The hardest part of bringing an application into governance usually isn’t wiring up the connector — it’s answering a deceptively simple question: who already has access? Connected apps tend to accumulate a messy mix of assigned users, unassigned users, and local accounts created outside any formal lifecycle process. Account Discovery for Connected Applications, now in Public Preview, gives Microsoft Entra ID Governance admins that missing visibility directly inside the provisioning experience.

What the feature does

Account Discovery scans a connected application and surfaces the identities that already exist in it, sorted into clear categories. Instead of starting provisioning blind, you get a structured view of local accounts, unassigned users, and assigned users before you operationalize anything.

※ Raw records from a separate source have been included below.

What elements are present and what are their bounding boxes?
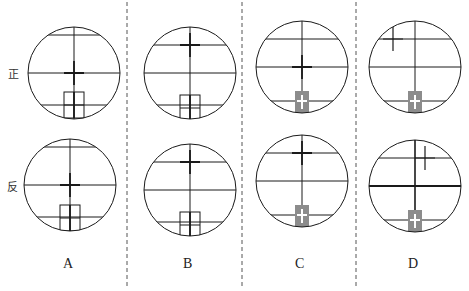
option-label-b: B bbox=[183, 256, 192, 272]
row-label-front: 正 bbox=[8, 65, 19, 81]
row-label-reverse: 反 bbox=[7, 178, 18, 194]
option-label-d: D bbox=[408, 256, 418, 272]
option-label-c: C bbox=[295, 256, 304, 272]
leveling-reticle-diagram bbox=[0, 0, 469, 291]
option-label-a: A bbox=[63, 256, 73, 272]
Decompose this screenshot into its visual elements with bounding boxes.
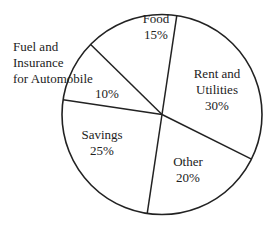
slice-label-other: Other 20% xyxy=(160,154,216,186)
slice-label-savings: Savings 25% xyxy=(74,127,130,159)
fuel-label-line2: Insurance xyxy=(13,55,93,71)
rent-label-line2: Utilities xyxy=(182,82,252,98)
slice-boundary-fuel-food xyxy=(91,44,162,114)
savings-label: Savings xyxy=(74,127,130,143)
rent-label-line1: Rent and xyxy=(182,66,252,82)
fuel-label-line1: Fuel and xyxy=(13,39,93,55)
slice-label-food: Food 15% xyxy=(128,11,184,43)
other-label: Other xyxy=(160,154,216,170)
fuel-label-line3: for Automobile xyxy=(13,71,93,87)
rent-value: 30% xyxy=(182,98,252,114)
other-value: 20% xyxy=(160,170,216,186)
slice-boundary-rent-other xyxy=(162,115,251,160)
slice-label-rent: Rent and Utilities 30% xyxy=(182,66,252,114)
fuel-value: 10% xyxy=(90,86,124,102)
food-value: 15% xyxy=(128,27,184,43)
slice-label-fuel: Fuel and Insurance for Automobile xyxy=(13,39,93,87)
food-label: Food xyxy=(128,11,184,27)
savings-value: 25% xyxy=(74,143,130,159)
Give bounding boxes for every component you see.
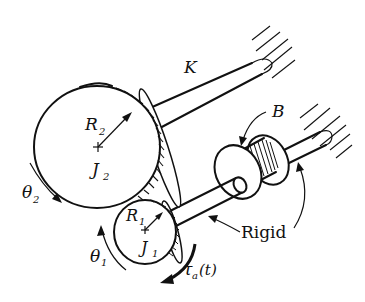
svg-text:2: 2 <box>98 126 105 137</box>
svg-text:1: 1 <box>101 257 107 268</box>
svg-text:θ: θ <box>90 246 100 266</box>
svg-text:θ: θ <box>22 182 32 202</box>
gear-train-diagram: K B R 2 J 2 θ 2 R 1 J 1 θ 1 Rigid τ a (t… <box>0 0 365 302</box>
theta1-label: θ 1 <box>90 246 107 268</box>
fixed-wall-top <box>252 26 295 78</box>
svg-text:2: 2 <box>32 194 39 205</box>
svg-text:1: 1 <box>152 248 158 259</box>
damper-body <box>205 128 297 207</box>
theta2-label: θ 2 <box>22 182 39 205</box>
rigid-label: Rigid <box>241 222 287 242</box>
torque-label: τ a (t) <box>183 259 217 281</box>
damper-shaft <box>284 131 332 163</box>
spring-label: K <box>183 57 198 77</box>
svg-text:a: a <box>192 270 198 281</box>
damper-label: B <box>271 101 285 121</box>
rigid-shaft <box>170 175 249 226</box>
svg-text:(t): (t) <box>199 261 217 279</box>
svg-text:2: 2 <box>102 171 109 182</box>
spring-shaft <box>150 59 272 129</box>
svg-text:R: R <box>84 114 98 134</box>
svg-text:1: 1 <box>139 216 145 227</box>
svg-text:R: R <box>125 206 138 225</box>
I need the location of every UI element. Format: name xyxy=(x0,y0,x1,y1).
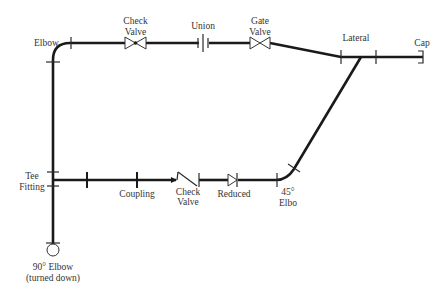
label-gate-valve-2: Valve xyxy=(249,27,271,37)
label-check-valve-top-1: Check xyxy=(123,16,148,26)
label-check-valve-bottom-2: Valve xyxy=(177,197,199,207)
label-elbow90-2: (turned down) xyxy=(26,273,80,284)
pipe-network xyxy=(53,43,423,244)
check-valve-bottom-symbol xyxy=(171,172,199,187)
elbow-90-turned-down-symbol xyxy=(46,243,60,256)
label-union: Union xyxy=(191,21,215,31)
label-tee-2: Fitting xyxy=(19,182,45,192)
label-coupling: Coupling xyxy=(119,189,155,199)
pipe-vertical-riser xyxy=(53,43,125,244)
gate-valve-symbol xyxy=(250,37,270,49)
label-check-valve-top-2: Valve xyxy=(125,27,147,37)
piping-diagram: Elbow Check Valve Union Gate Valve Later… xyxy=(0,0,447,298)
label-lateral: Lateral xyxy=(343,33,370,43)
label-elbow90-1: 90° Elbow xyxy=(33,262,74,272)
label-cap: Cap xyxy=(414,38,430,48)
pipe-lateral-branch xyxy=(276,57,361,180)
check-valve-top-symbol xyxy=(125,37,146,49)
union-symbol xyxy=(198,34,208,52)
label-gate-valve-1: Gate xyxy=(251,16,269,26)
reducer-symbol xyxy=(228,173,237,187)
label-tee-1: Tee xyxy=(25,171,39,181)
label-check-valve-bottom-1: Check xyxy=(176,187,201,197)
label-elbow: Elbow xyxy=(34,38,59,48)
label-elbow45-1: 45° xyxy=(281,187,295,197)
label-reduced: Reduced xyxy=(217,189,250,199)
pipe-top-slope xyxy=(270,43,341,57)
label-elbow45-2: Elbo xyxy=(279,198,297,208)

The discovery runs from the same provisioning configuration you already use, and it relies on your direct matching attribute to correlate existing accounts with Entra identities. That correlation is what lets you decide, account by account, what to keep, clean up, or bring under managed lifecycle controls.

Why it matters

  • Start onboarding from a clean baseline instead of inheriting orphaned or unmanaged access without realizing it.
  • Cut manual reconciliation that would otherwise eat hours of spreadsheet work and connector guesswork.
  • Make app onboarding predictable by exposing access drift early, before provisioning rules are live.

How to enable it

Account Discovery is in Public Preview, so validate it in a test or non-critical app before you rely on it for production onboarding decisions.

  1. Open the Microsoft Entra admin center and go to Identity > Applications > Enterprise applications.
  2. Select the target app and open Provisioning.
  3. Confirm the provisioning credentials are configured and the test connection is healthy.
  4. Make sure your direct matching attribute is set, then choose Discover identities.
  5. Review the returned categories — local accounts, unassigned users, and assigned users — and use that view to clean up stale access or assign correlated users.

Where it fits

This sits at the very front of the application onboarding lifecycle, before you flip provisioning into steady-state operation. If your governance program is expanding to cover more SaaS and line-of-business apps, the value compounds: every app you onboard with a clear access inventory is one fewer source of hidden, ungoverned access later. It pairs naturally with access reviews and lifecycle workflows, since the cleaner your starting state, the more meaningful those downstream controls become.

Conclusion

Account Discovery turns an opaque, manual reconciliation problem into a structured step inside the provisioning flow. For governance teams, that’s a practical win — you onboard apps faster and with far more confidence that you actually know who has access. Test it against a representative app first, then make it a standard part of how you bring new applications into governance.